NAIROBI
UN High Commissioner for Refugees Sadako Ogata marked Africa Refugee Day on Tuesday in a settlement for Sudanese refugees in Mungula, near Adjumani, in northern Uganda. Africa Refugee Day is observed annually to mark the anniversary of the adoption by the OAU of the African Refugee Convention, which is the cornerstone of refugee protection on the continent. Ogata and Prime Minister Apollo Nsibambi opened a new wing of a secondary school, one of the basic community services the UNHCR is supporting in refugee resettlement areas, UNHCR spokesman Kris Janowski said in a press briefing that day. Some 11,500 Sudanese refugees, who fled southern Sudan in 1994, live at the Mungula site one of 55 where the Ugandan government and UNHCR are cooperating on a self-reliance project aimed at reducing refugees’ dependence on continued international assistance, Janowski said.
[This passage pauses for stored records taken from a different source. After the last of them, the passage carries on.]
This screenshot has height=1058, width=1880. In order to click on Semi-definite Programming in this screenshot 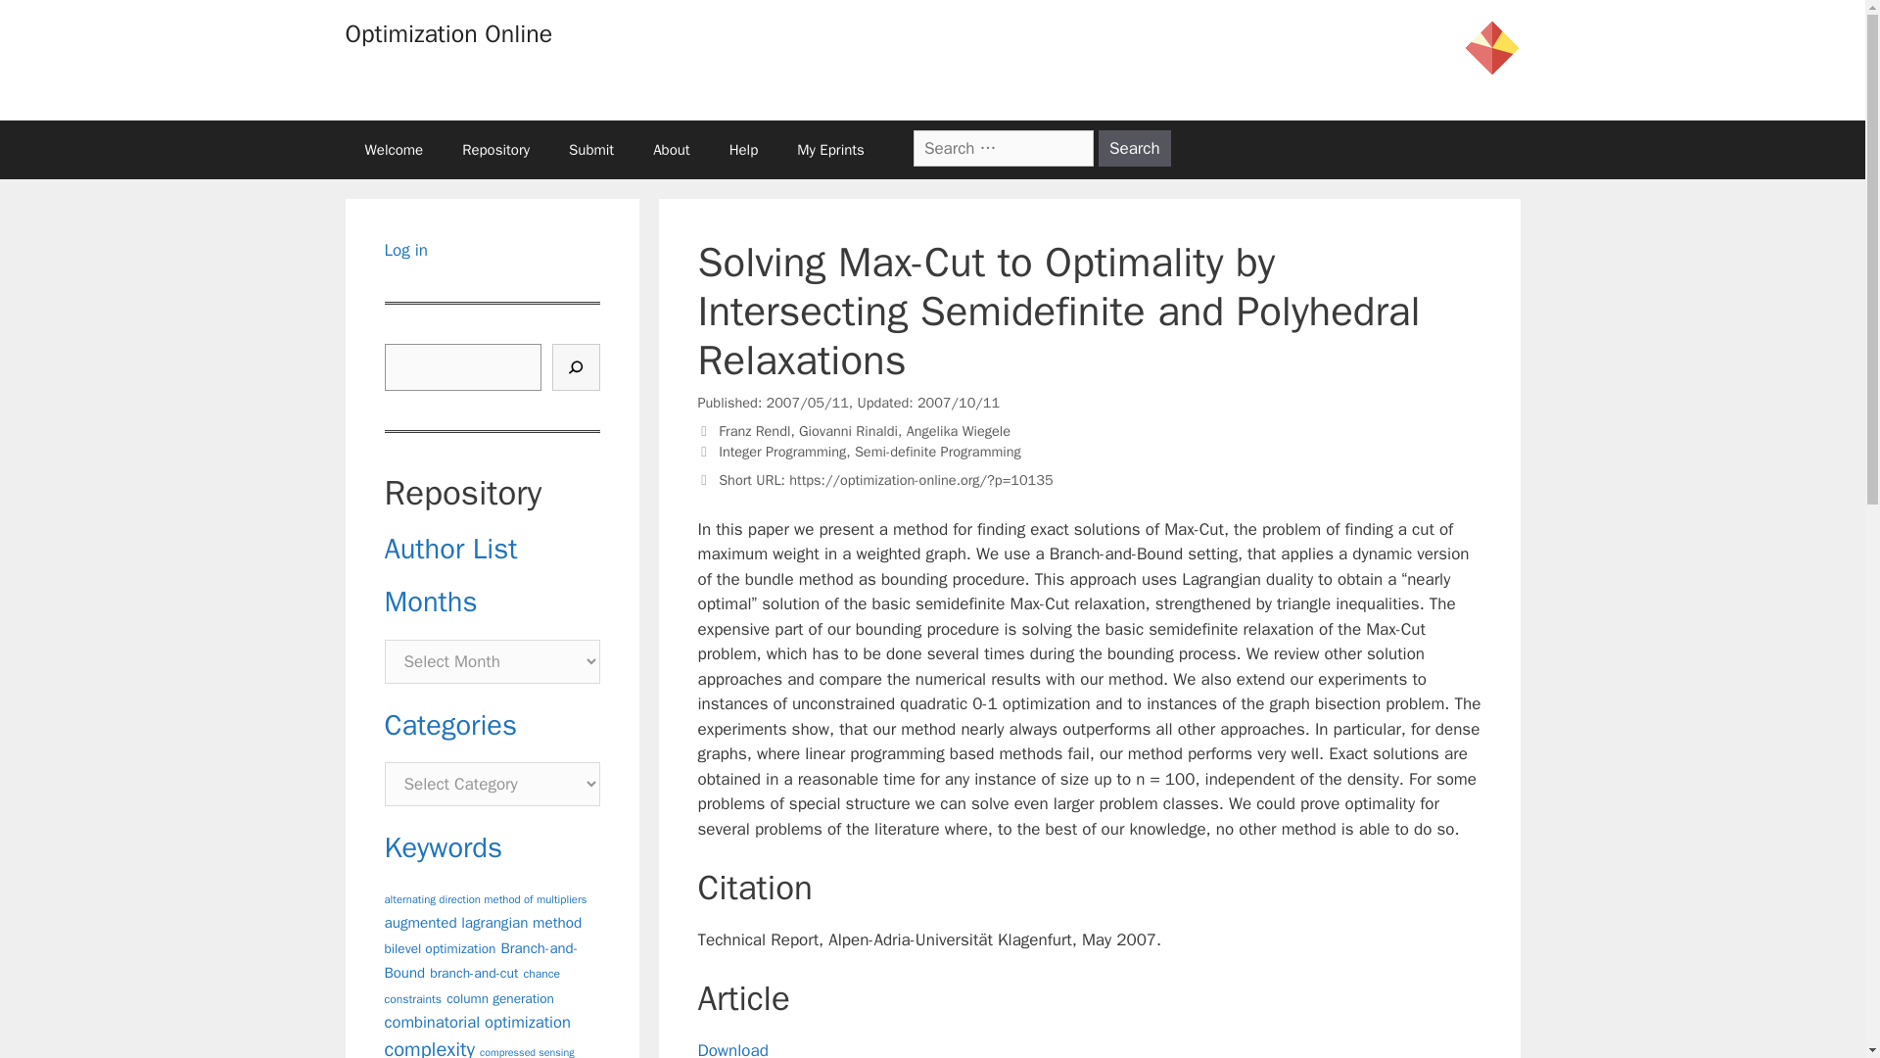, I will do `click(938, 450)`.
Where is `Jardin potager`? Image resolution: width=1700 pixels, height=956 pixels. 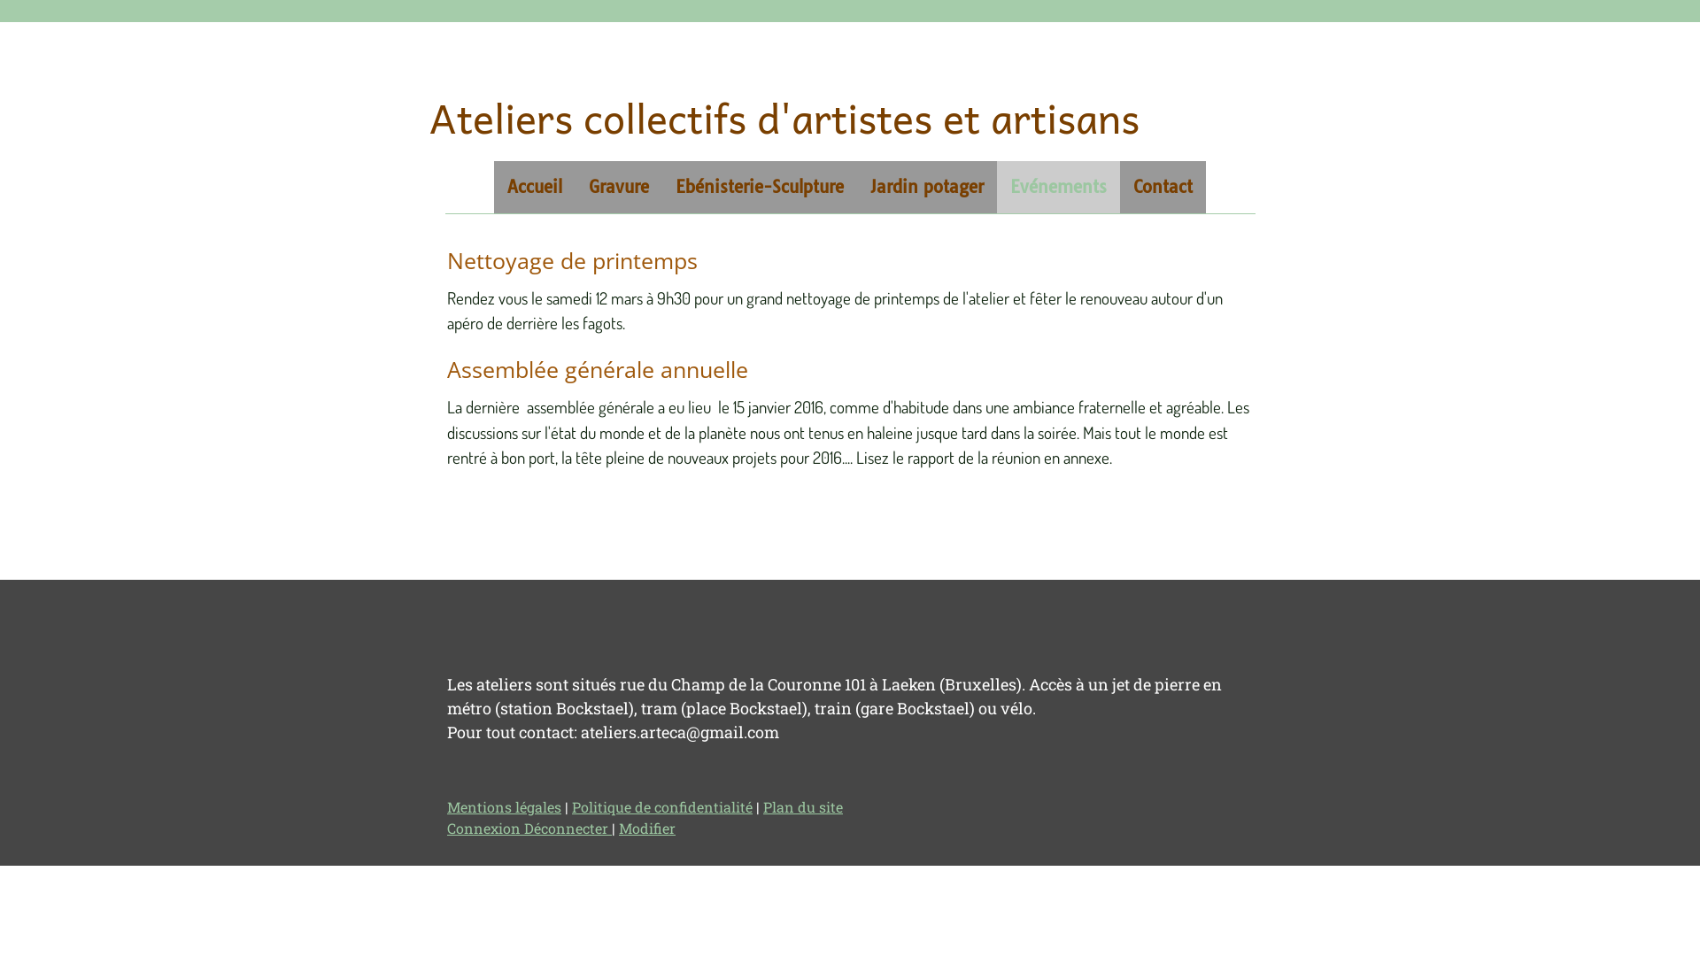 Jardin potager is located at coordinates (927, 188).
Ogata had on Monday thanked Ugandan President Yoweri Museveni for the country’s generosity towards refugees and discussed the DRC conflict and strained Rwandan-Ugandan relations, he added. Uganda hosts some 202,000 refugees, over 183,000 of them from Sudan.Also on Monday, the High Commissioner had visited President Pierre Buyoya in Burundi, where discussion focused on the prospects for the return of some 350,000 refugees from Tanzania, as the prospects of a peace deal at the Arusha peace talks improved. Ogata told Buyoya “there would have to be tangible improvements in the security situation before UNHCR could promote repatriation to Burundi,” Janowski stated. During her stops in Rwanda, Burundi and Uganda, Ogata urged all Africans to show more tolerance towards refugees in their territories and drew attention to her agency’s public awareness campaign called ‘Roll-Back Xenophobia’.